The man only bowed his head. He didn't look saddened or disheartened, or – blessedly – angered by Merlin's hesitancy. He merely shrugged. "Of course. Take your time. I've no doubt you are still coming to terms with the foreignness of your context. Hesitancy is not unexpected."

Merlin pursed his lips at that and shrugged once more. "Right. Well… I guess I'll see you if I see you?"

"You know where I am," the man replied with an inclination of his head.

Just as Merlin stepped back into the corridor, easing the door closed behind him, the man uttered one last phrase. It was barely audible, and Merlin hazarded that it was as much self-directed as it was spoken towards him. "I have to wonder how long it will take for you to settle… how long it will take to realise, once more, that you two aren't so different as you always seem to believe yourselves."

Merlin closed the door behind him. He didn't know what the man referred to, who he spoke of, and though his curiosity was once more sparked, he turned deliberately and made his way back through the corridors to the Slytherin common room. It was only when he found himself traversing familiar corridors that he realised just where he had been.

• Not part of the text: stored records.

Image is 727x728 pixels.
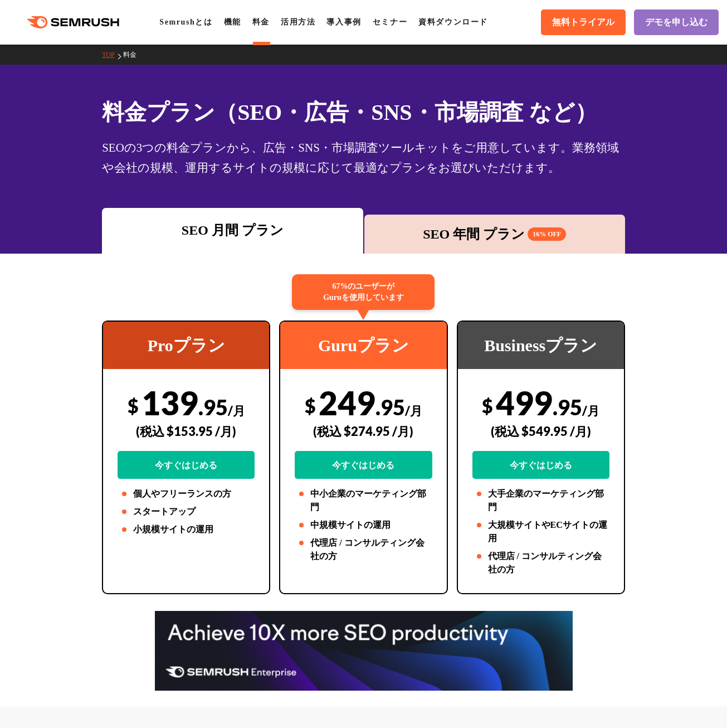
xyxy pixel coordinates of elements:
[295,519,432,532] li: 中規模サイトの運用
[473,411,610,451] div: (税込 $549.95 /月)
[292,274,435,310] div: 67%のユーザーが Guruを使用しています
[102,137,625,178] div: SEOの3つの料金プランから、広告・SNS・市場調査ツールキットをご用意しています。業務領域や会社の規模、運用するサイトの規模に応じて最適なプランをお選びいただけます。
[118,488,254,500] li: 個人やフリーランスの方
[295,383,432,479] div: 249
[458,322,624,369] div: Businessプラン
[123,51,145,59] a: 料金
[280,322,446,369] div: Guruプラン
[473,383,610,479] div: 499
[118,411,254,451] div: (税込 $153.95 /月)
[228,403,245,418] span: /月
[541,9,626,35] a: 無料トライアル
[376,394,405,420] span: .95
[370,224,620,244] div: SEO 年間 プラン
[295,536,432,563] li: 代理店 / コンサルティング会社の方
[103,322,269,369] div: Proプラン
[118,523,254,536] li: 小規模サイトの運用
[102,51,123,59] a: TOP
[252,18,270,26] a: 料金
[473,550,610,576] li: 代理店 / コンサルティング会社の方
[305,394,316,417] span: $
[553,394,582,420] span: .95
[419,18,488,26] a: 資料ダウンロード
[373,18,407,26] a: セミナー
[118,505,254,519] li: スタートアップ
[634,9,719,35] a: デモを申し込む
[128,394,139,417] span: $
[552,17,615,28] span: 無料トライアル
[473,519,610,545] li: 大規模サイトやECサイトの運用
[326,18,361,26] a: 導入事例
[473,488,610,514] li: 大手企業のマーケティング部門
[102,96,625,129] h1: 料金プラン（SEO・広告・SNS・市場調査 など）
[199,394,228,420] span: .95
[108,220,357,240] div: SEO 月間 プラン
[160,18,212,26] a: Semrushとは
[646,17,707,28] span: デモを申し込む
[295,411,432,451] div: (税込 $274.95 /月)
[118,451,254,479] a: 今すぐはじめる
[118,383,254,479] div: 139
[473,451,610,479] a: 今すぐはじめる
[482,394,493,417] span: $
[582,403,600,418] span: /月
[295,488,432,514] li: 中小企業のマーケティング部門
[224,18,241,26] a: 機能
[405,403,422,418] span: /月
[295,451,432,479] a: 今すぐはじめる
[528,228,566,241] span: 16% OFF
[281,18,316,26] a: 活用方法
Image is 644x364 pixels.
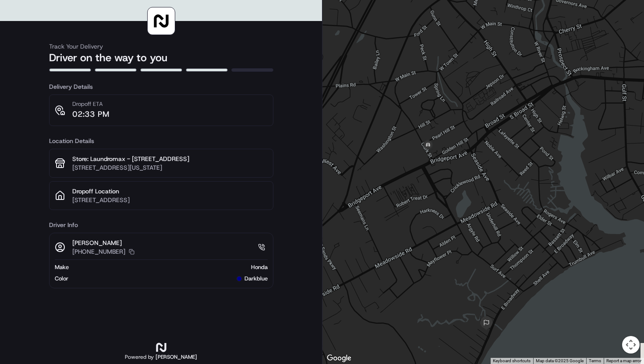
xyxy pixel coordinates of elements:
[325,353,353,364] a: Open this area in Google Maps (opens a new window)
[49,221,273,230] h3: Driver Info
[72,164,268,172] p: [STREET_ADDRESS][US_STATE]
[72,108,109,120] p: 02:33 PM
[536,359,584,363] span: Map data ©2025 Google
[72,196,268,205] p: [STREET_ADDRESS]
[156,354,197,361] span: [PERSON_NAME]
[72,239,134,247] p: [PERSON_NAME]
[493,358,530,364] button: Keyboard shortcuts
[589,359,601,363] a: Terms (opens in new tab)
[72,247,126,256] p: [PHONE_NUMBER]
[72,101,109,108] p: Dropoff ETA
[72,155,268,164] p: Store: Laundromax - [STREET_ADDRESS]
[49,136,273,145] h3: Location Details
[325,353,353,364] img: Google
[49,51,273,65] h2: Driver on the way to you
[55,263,69,272] span: Make
[55,275,68,283] span: Color
[245,275,268,283] span: darkblue
[622,336,640,354] button: Map camera controls
[607,359,641,363] a: Report a map error
[125,354,197,361] h2: Powered by
[251,263,268,272] span: Honda
[49,82,273,91] h3: Delivery Details
[49,42,273,51] h3: Track Your Delivery
[72,187,268,196] p: Dropoff Location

The Dark Arts professor was embedded in the depths of the Eastern Wing of the dungeons. In the region restricted by the headmaster from student access. With a touch of guilt, a flicker of unease, Merlin contemplated just exactly what that meant as he slipped back into bed once more. The thoughts washed away as soon as his head hit the pillow, however, and he fell into sleep without the cursed interruption of a grumbling old professor breathing incessantly into his ear.


A/N: I hope you're liking the story! I just wanted to say a special thanks to lilyblaney for your reviews. It's really lovely of you, so thank you! I feel like I have to say this though to avoid future disappointment. Sadly, Gwaine won't be seen in this story *sob sob* This is only actually based on season 1, I'm afraid. You have no idea how much I wanted to include him, though. Sorry about that.